What you should do –
Repeat the lines from the line with "You are a GUI" to the line with "Task: Click on the svg-text: VA 289" in the listing below, keeping both end lines and adding nothing.
═════ Record extracts
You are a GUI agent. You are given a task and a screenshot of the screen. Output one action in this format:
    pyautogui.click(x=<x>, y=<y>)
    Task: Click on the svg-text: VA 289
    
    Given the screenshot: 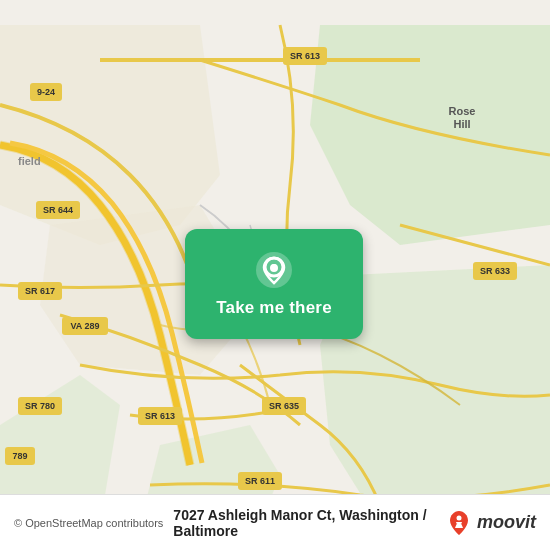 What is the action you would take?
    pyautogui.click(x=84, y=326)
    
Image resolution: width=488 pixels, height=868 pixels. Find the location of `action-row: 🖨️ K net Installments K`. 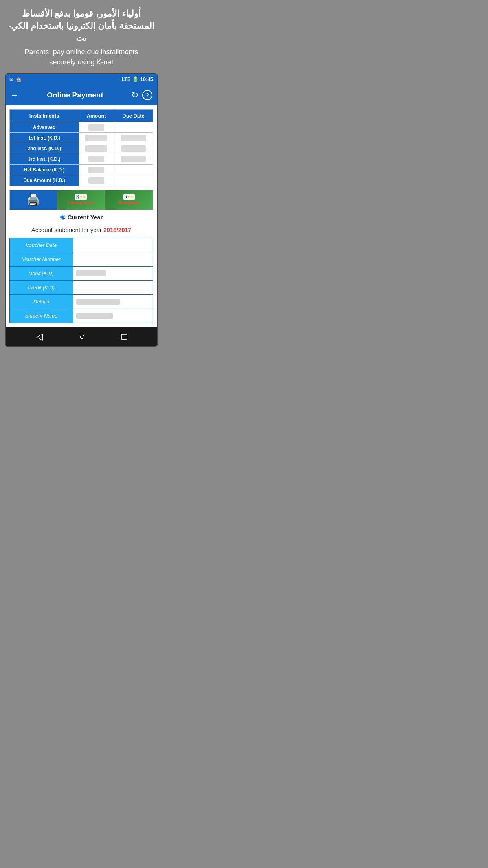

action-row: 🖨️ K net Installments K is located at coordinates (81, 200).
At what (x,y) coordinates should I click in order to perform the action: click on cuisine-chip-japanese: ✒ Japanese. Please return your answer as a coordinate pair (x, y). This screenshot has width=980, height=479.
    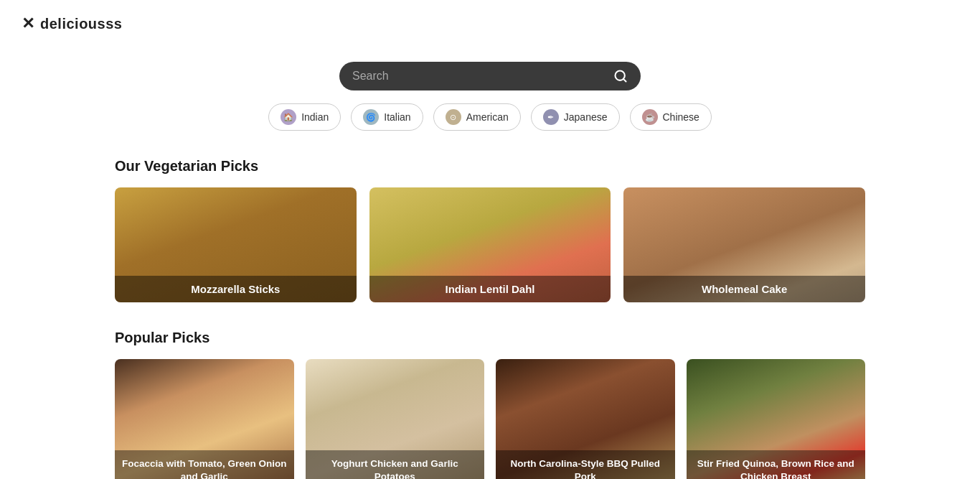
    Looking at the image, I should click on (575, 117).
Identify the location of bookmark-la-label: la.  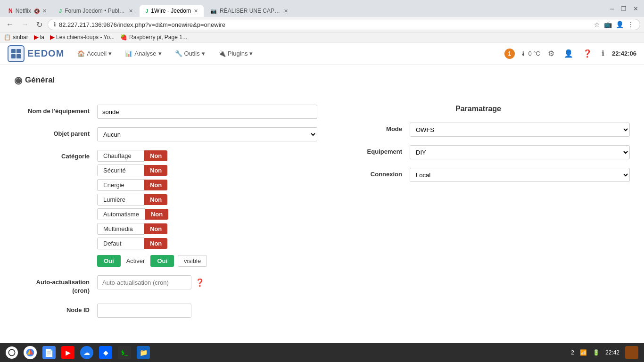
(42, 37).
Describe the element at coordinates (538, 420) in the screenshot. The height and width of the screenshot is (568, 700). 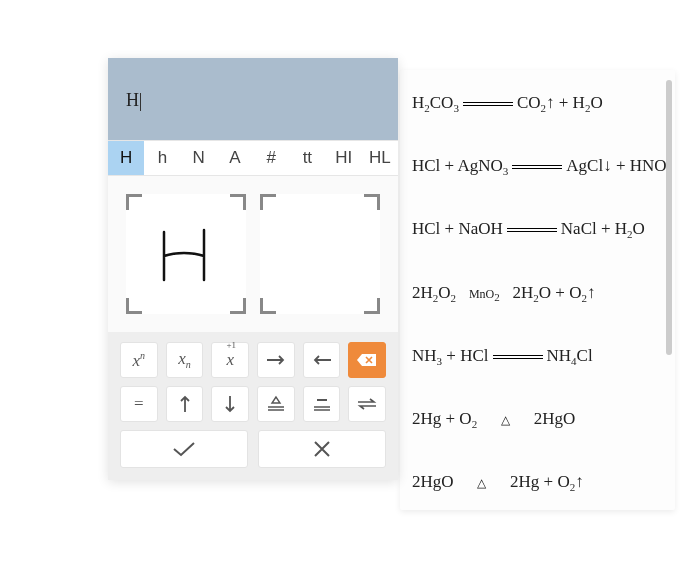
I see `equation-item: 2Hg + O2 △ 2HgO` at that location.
══════════
═════ Record extracts
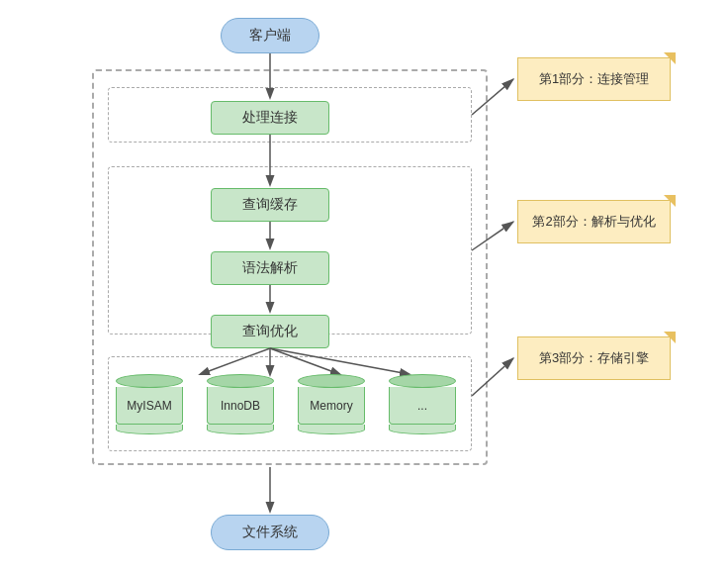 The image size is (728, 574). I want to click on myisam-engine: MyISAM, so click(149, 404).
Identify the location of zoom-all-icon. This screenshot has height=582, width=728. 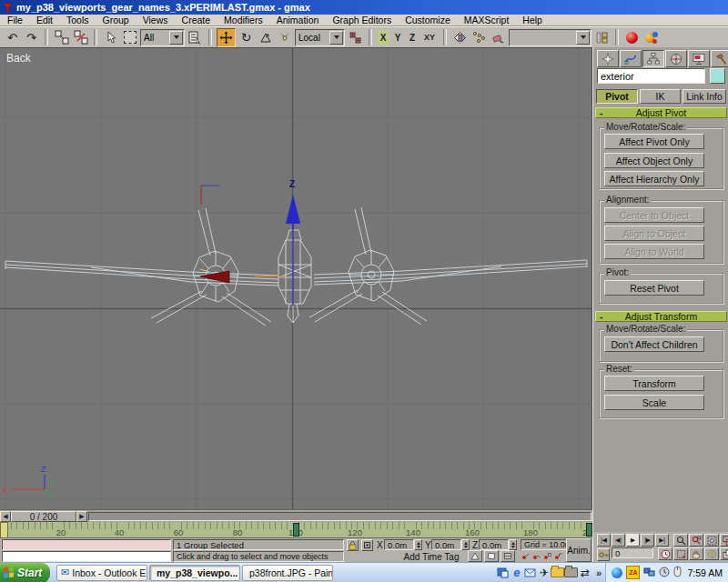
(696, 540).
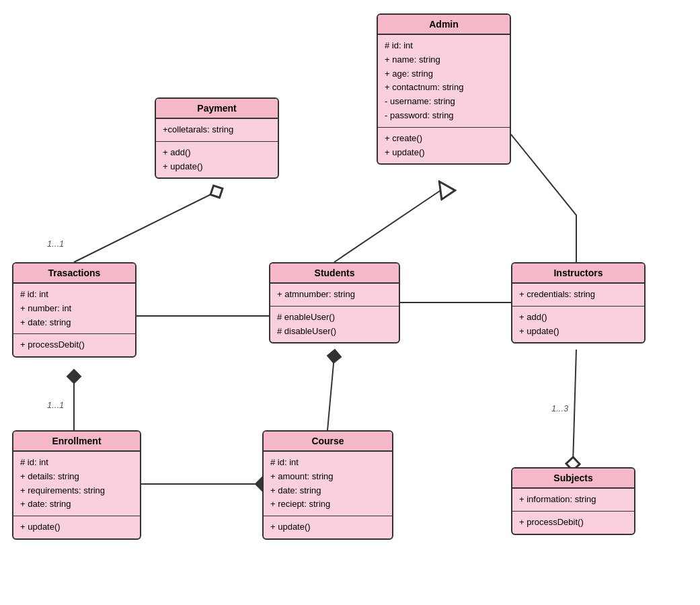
══════════
═════ Record extracts
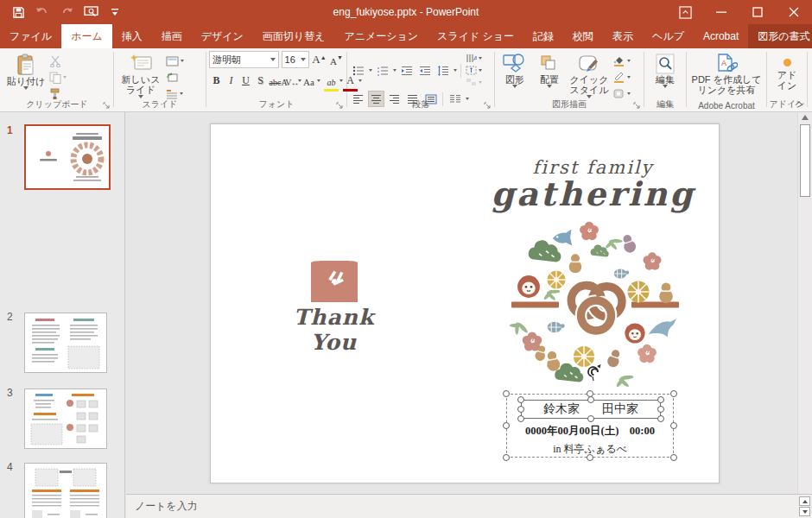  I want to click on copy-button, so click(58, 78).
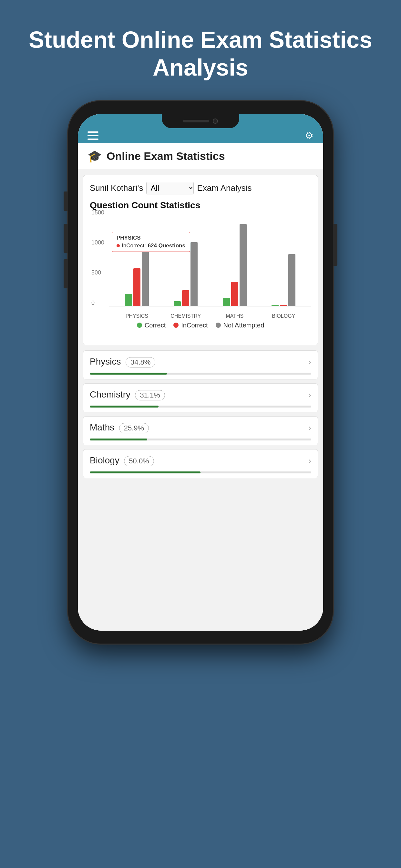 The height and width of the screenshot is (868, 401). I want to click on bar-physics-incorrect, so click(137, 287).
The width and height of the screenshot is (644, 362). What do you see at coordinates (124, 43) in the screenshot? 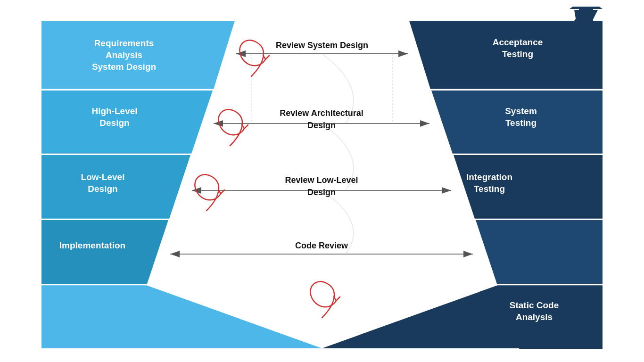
══════════
Response box –
You are a GUI agent. You are given a task and a screenshot of the screen. Output one action in this format:
    pyautogui.click(x=<x>, y=<y>)
    Task: Click on the svg-text: VA 289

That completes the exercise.